CP: You're revisiting some stuff from Song Cycle that you wrote a good 40 years ago, and you're revising, revisiting some of that music. I'm curious as to how you interact with those songs at this point, and whether you've worked with them constantly since then, or if you took a break and are just revisiting them now?


VDP: Of course, I've had to support my family and put three kids into college in the meantime. I've done other things in the song form, it's not like I'm sitting here – this is a matter of open self-examination. It would not be true to say that I'm coming out to promote some songs that have past their expiration date. What's true is that I haven't played these songs [in a long time]; I want to, I consider them durable goods, and something that relates to our common human condition now in the present tense. I think that this is a process of inquiry for me, but it's also because I think that I will provide validation for this material. I don't think you have to Charleston or disco your way through life. I don't think you have to be branded generically to find relevance as a songwriter or a singer. And it's not that I only want to sing songs that I've written; I want to sing songs that others have written, or that I've written with others. I run the gamut in doing it, from absolute shock and awe to immediate contentment, but it's a test case to me to revisit the past, to be able to do that openly, stripped and bleeding, for the casual observer to maybe get some simple pleasure or realization from it.

Thomas Jefferson said that he was loath to unveil his true affections to the vulgar public gaze; and someone asked him why, and he said "If you show men your depth, they will ford your shallows." That is to point out – what Jefferson said I thought was wonderful – that's to point out that I think that it's a high risk area to reveal yourself in the song form, because you do show people your depth. You show people whether you care about it or not, whether you give a damn. Give a damn about the poor. Give a damn about ecological outrage. Give a damn about racism. Give a damn about war. People will know whether you give a damn when you write a song. I give a damn about those things. I want that urgency, that exhortation, to leap out of this creed for greed and its smug materialism. I think that whatever I can do in my work to jar people into another place. To agitate with my songs. To have them have a sense of purpose that is beyond myself. It's too late for me. I'm not a brunette. But it's not too late for what I observe.

And I want to be a friendly persuader. I want to be part of that friendly persuasion that insists that we do better toward each other. And quite frankly, I don't feel like a messiah, but I think I'm part of that necessary process of confirmation and encouragement in a cynical age.

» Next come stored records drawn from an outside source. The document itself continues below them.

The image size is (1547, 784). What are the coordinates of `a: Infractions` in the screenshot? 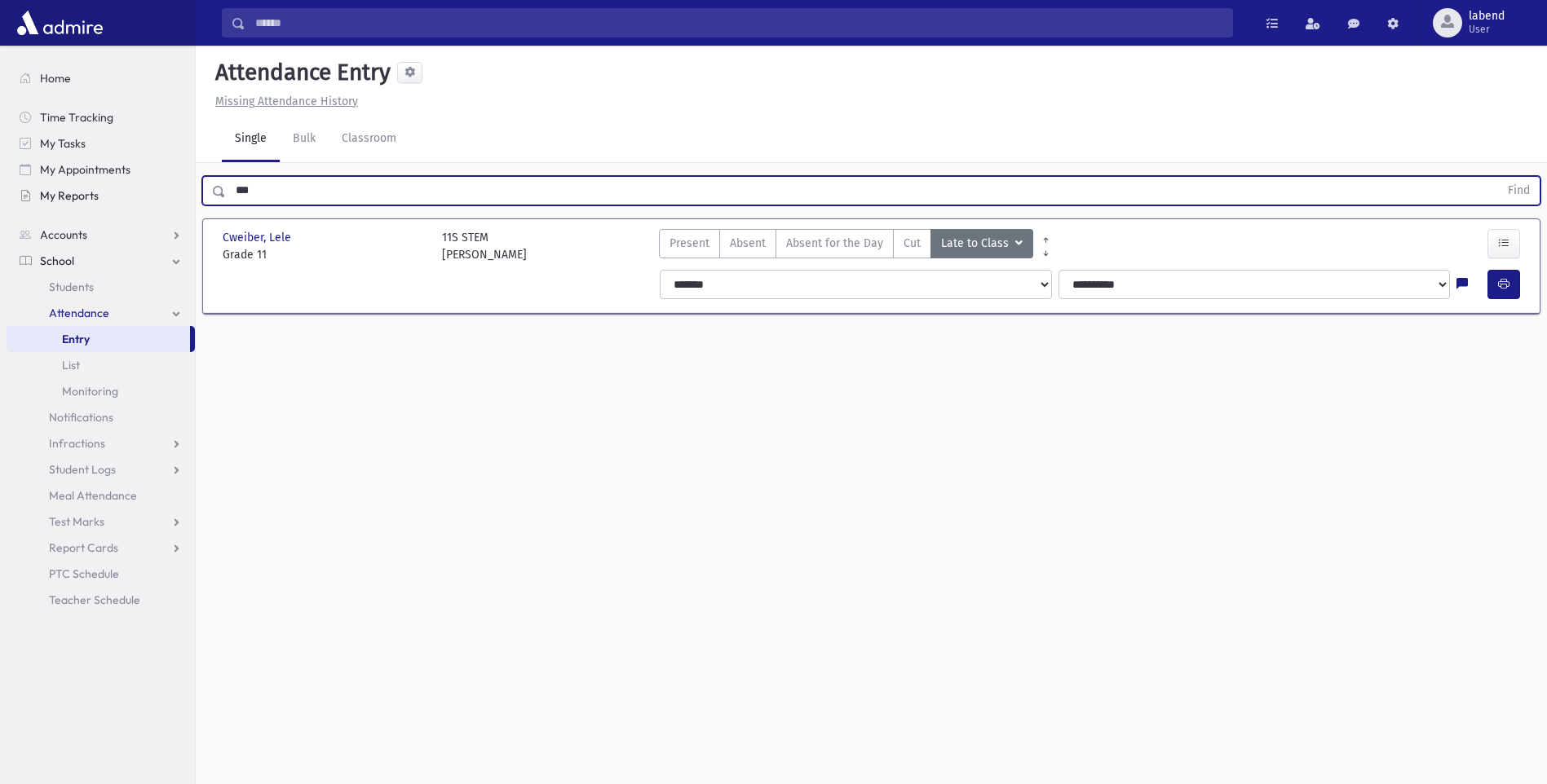 It's located at (101, 443).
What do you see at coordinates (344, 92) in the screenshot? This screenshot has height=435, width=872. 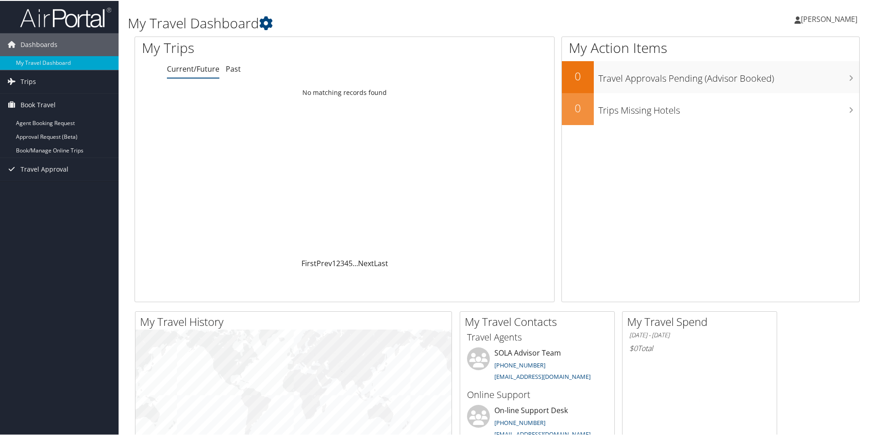 I see `td: No matching records found` at bounding box center [344, 92].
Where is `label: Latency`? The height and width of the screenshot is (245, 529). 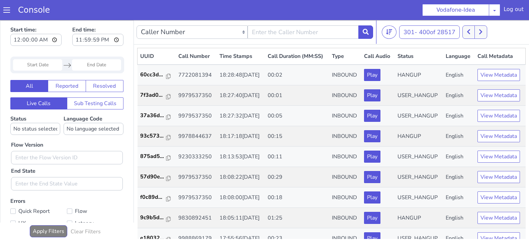
label: Latency is located at coordinates (95, 203).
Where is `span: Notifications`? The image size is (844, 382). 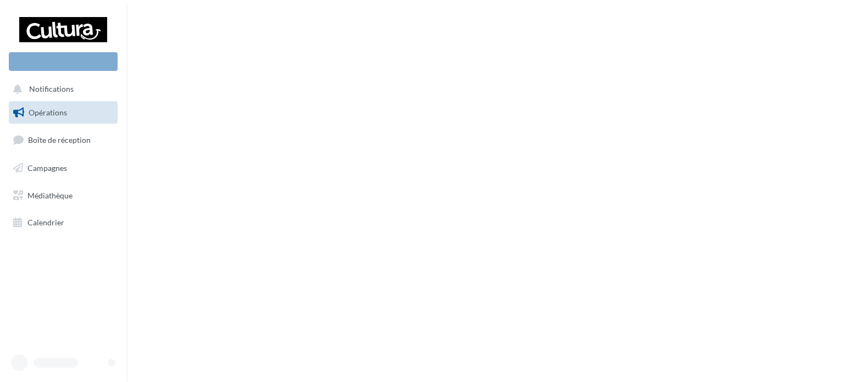 span: Notifications is located at coordinates (51, 89).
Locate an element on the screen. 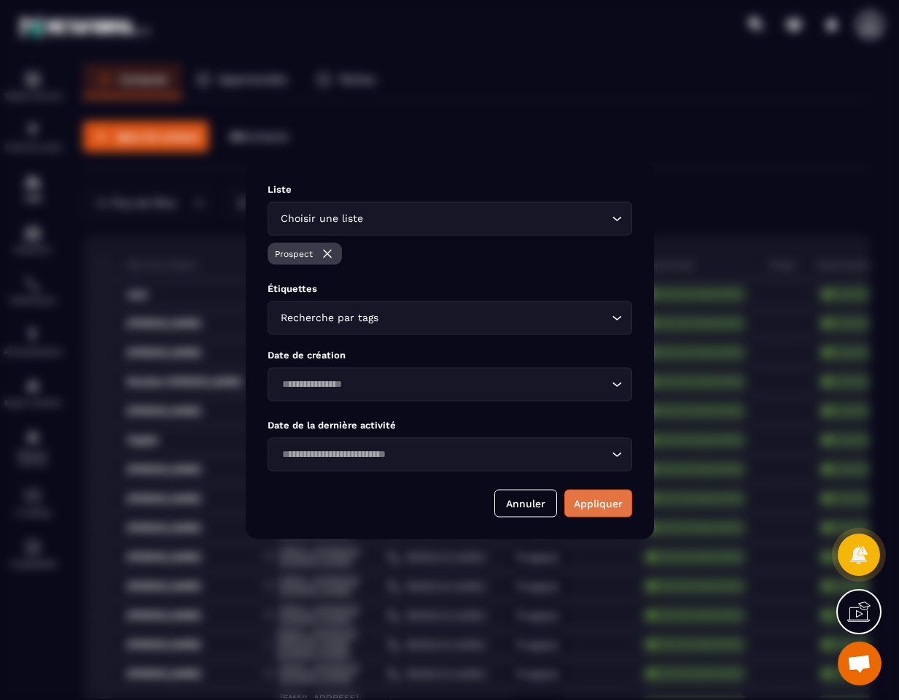 This screenshot has width=899, height=700. p: Liste is located at coordinates (450, 188).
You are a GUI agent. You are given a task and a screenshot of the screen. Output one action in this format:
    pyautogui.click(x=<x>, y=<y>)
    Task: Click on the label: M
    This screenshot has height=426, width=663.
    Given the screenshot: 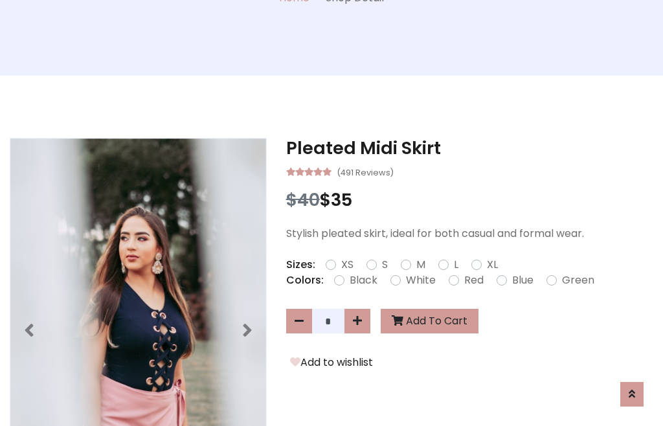 What is the action you would take?
    pyautogui.click(x=421, y=265)
    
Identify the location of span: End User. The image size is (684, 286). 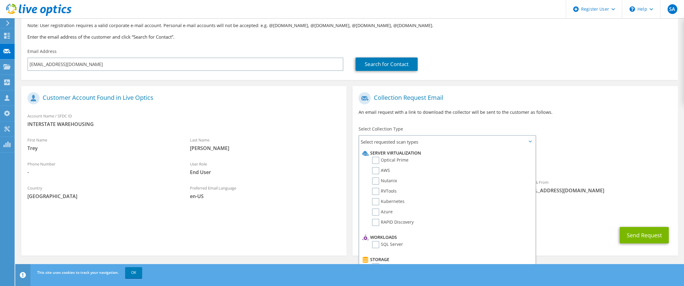
(265, 172).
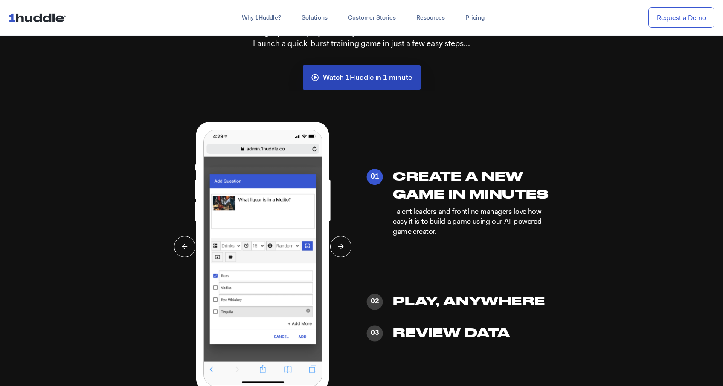 The image size is (723, 386). I want to click on p: You can get your employees ready, faster — and without the headaches. Launch a quick-burst traini..., so click(362, 38).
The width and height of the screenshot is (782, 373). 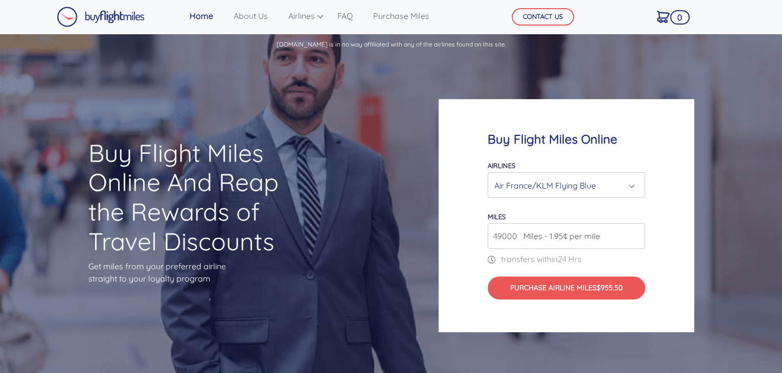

There's so much to do, and the song form, to me, is epic, and there's nothing I like better than the song; it's the most portable piece of cultural goods. You don't have to tote a thing. I have such great respect for the song form. Now this is what I want to do with my life – this is my first excursion. I can't tell you right now the exact year I saw my last lightning bug. Or crocus breaking through the ground. I want to discover America. I wanna take a look. I want to be there and do that and get east of the Mississippi and this is all a great adventure for me. Isn't that funny?